2026 Charles Parker Day: Friday 8 May

The Charles Parker Day – the annual celebration of the audio feature, past, present and future – returned to the University of Salford’s Digital Media Performance Lab in MediaCityUK. The sessions during the day explored the power and importance of listening – both to the voices of ordinary people telling extraordinary stories, and to creative audio features, those which cease to be background sound and actually stop the listener in their tracks.

Manchester and Salford have played an important role in the history of the creative audio feature, from the pioneering work of Olive Shapley in the 1930s through to landmark strands such as Between the Ears in the present day.  In one session Mel Harris, from Manchester based Sparklab Productions, talked to Peter Everett, a key figure behind the innovative BBC North series Actuality and Soundtrack in the 1980s and 1990s – programmes that played an important role in the development of the modern audio feature and Matthew Dodd, the BBC commissioning editor responsible for Radio 3’s feature slot which demands listener concentration - Between the Ears

In the session ‘Who Get’s Heard’ we explored two contemporary radio features which, in very different ways, feel as though they are in conversation with the spirit of Charles Parker and the original Radio Ballads. Olivia Swift, is a  senior producer at Manchester-based Reform Radio, whose documentary The Door-to-Door Poet, made for BBC Radio 4, explores the work of the remarkable door-to-door poet Rowan McCabe.  And Nija Dalal-Small feature Testament to Rose focuses on Manchester’s almost forgotten Bard of Colour – Robert Rose.   Both features echo the legacy of Charles Parker and the Radio Ballads, exploring how contemporary makers are reimagining that tradition through documentary, poetry and community storytelling.  Other speakers during the day included producers Jo Meek and Geoff Bird from the Manchester-based collective Naked Productions who talked about their feature presented by the Liverpool poet Paul Farley about his own hearing loss Hearing Aids. Which featured recordings made an anechoic chamber at the University of Salford in which he could hear his own nervous system.

Another session ‘Composed Listening’ explored the music of original music in features with two  BBC Audio North producers.  Catherine Murray talked about her two features made with the BBC Philharmonic – one with Peggy Seeger celebrating Ewan MacColl’s famous Salford song ‘Dirty Old Town’ and her recent work with composer Hannah Peel commemorating the 80th anniversary of the Jodrell Bank Radio Telescope – based on listening to the sounds from outer space. Her colleague Lizzie Foster talked about her work with folk musician Sean Cooney (who also joined in the discussion) on a number of features and in particular The Suitcase. At his band, ‘The Young ‘Uns’, gigs audience members were encouraged to leave notes left in a suitcase at the front of the stage by which Sean then turn into songs. He also sang us one of the songs from the feature live. Lizzie also demonstrated the power of listening – with a story told to her by presenter Emma Freud which became their moving feature – CS Lewis, the Evacuee and the Wardrobe.

Tony Macaluso, one of the Charles Parker Archive Trustees briefly updated the conference on the latest finds in the Charles Parker Archive – including his unsuccessful pitches for programmes! Towards the end of the day Sara Parker talked to two former Charles Parker Prize winners – last year’s Gold winner Shadé Joseph and 2021 winner Hunter Charlton about their latest audio work – Shadé’s East London Audio Storytelling project ‘It’s the East in Me’ and Hunter’s formation of his own Newcastle based audio production company - Ember.     

Throughout the day Simon Elmes, the chair of the this year’s Charles Parker Prize judging panel, played extracts from all the 10 nominees before BBC Commissioning Editor, Hugh Levinson, announced the five winning features of the Charles Parker Prize for the Best Student Audio Feature 2026 which will be broadcast on BBC Radio 4 during the summer.

The day concluded with a listening masterclass designed specifically for students, with advice from producers, commissioners and Charles Parker himself.  For other attendees there was a separate session focussing on the use of archive material. It included the discovery of new material in the Charles Parker Archive, and Sean Cooney talking about his new show Peter's Field based on archive accounts of Manchester's Peterloo Massacre. We also heard from Charles’ daughter Sara Parker and Philippa Donnellan, the daughter of Parker's colleague from BBC Birmingham Philip Donnellan, who made TV films based on some of the original Radio Ballads, also from Simon Elmes who was head of the BBC Radio’s Archive Features Unit.

The Charles Parker Archive Trust is a charity and the streamed version of the conference is available free of charge. If you are able to contribute, a donation towards the running costs of the day would be greatly appreciated.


■ WHAT TO WORK ON ■
Give back the entries exactly as they read, leaving each image out.

*** RECORD SET Section Begins ***

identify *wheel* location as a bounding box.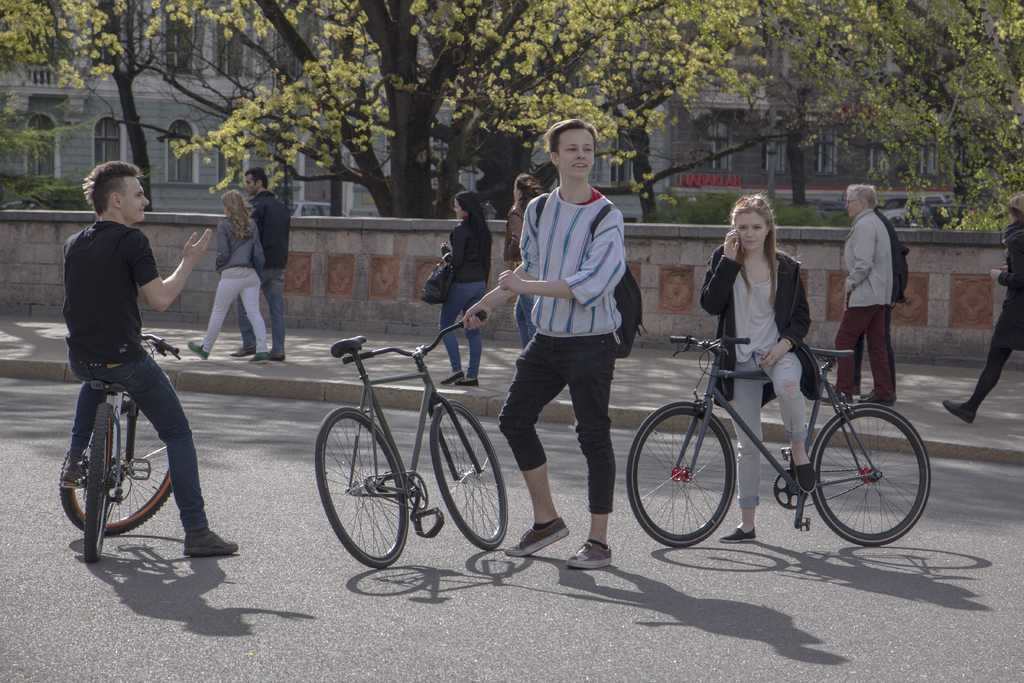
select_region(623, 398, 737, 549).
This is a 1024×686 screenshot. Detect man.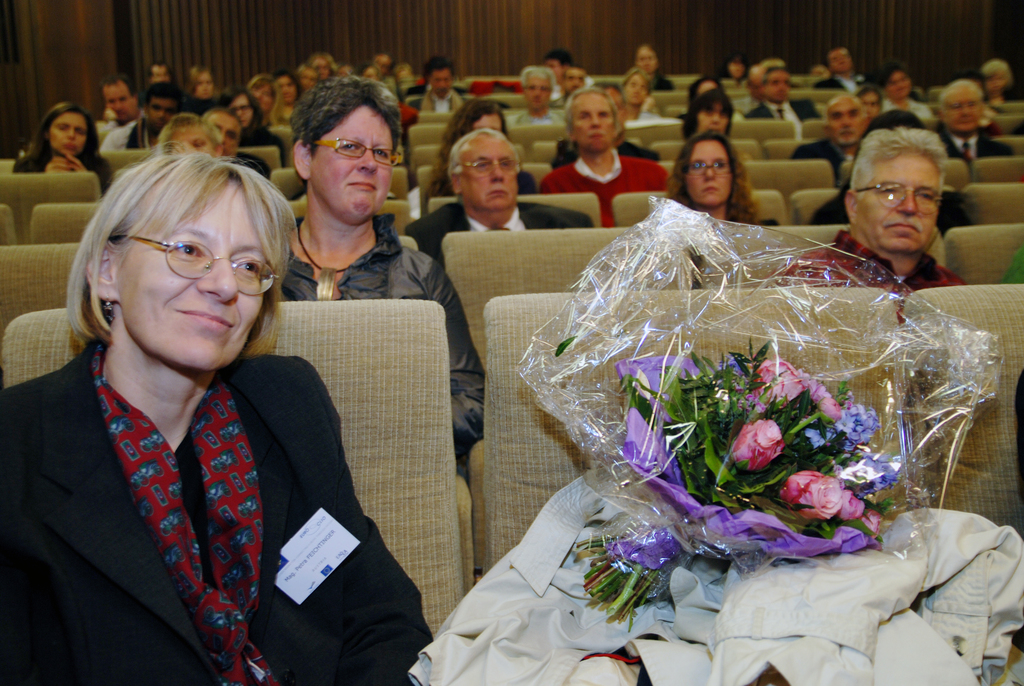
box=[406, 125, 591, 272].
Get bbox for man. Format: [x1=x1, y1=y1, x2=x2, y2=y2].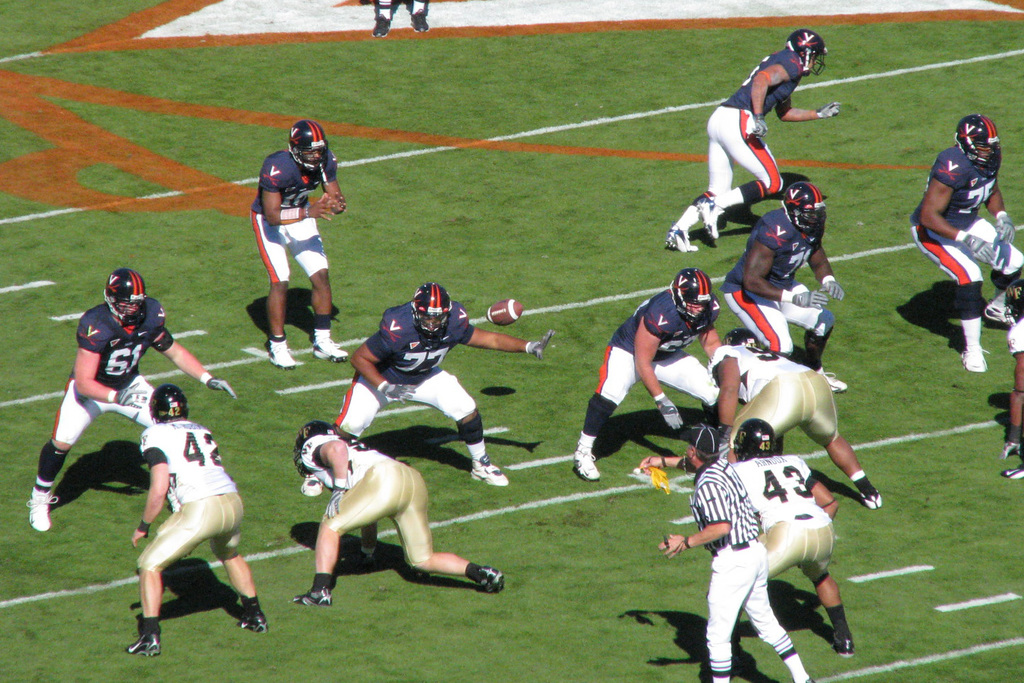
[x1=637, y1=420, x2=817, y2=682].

*** RECORD SET Section Ends ***

■ RESPONSE TO THIS TASK ■
identify *wheel* location as a bounding box.
select_region(623, 398, 737, 549).
This is a 1024×686 screenshot. Detect man.
box=[406, 125, 591, 272].
Get bbox for man. Format: [x1=x1, y1=y1, x2=x2, y2=y2].
[x1=637, y1=420, x2=817, y2=682].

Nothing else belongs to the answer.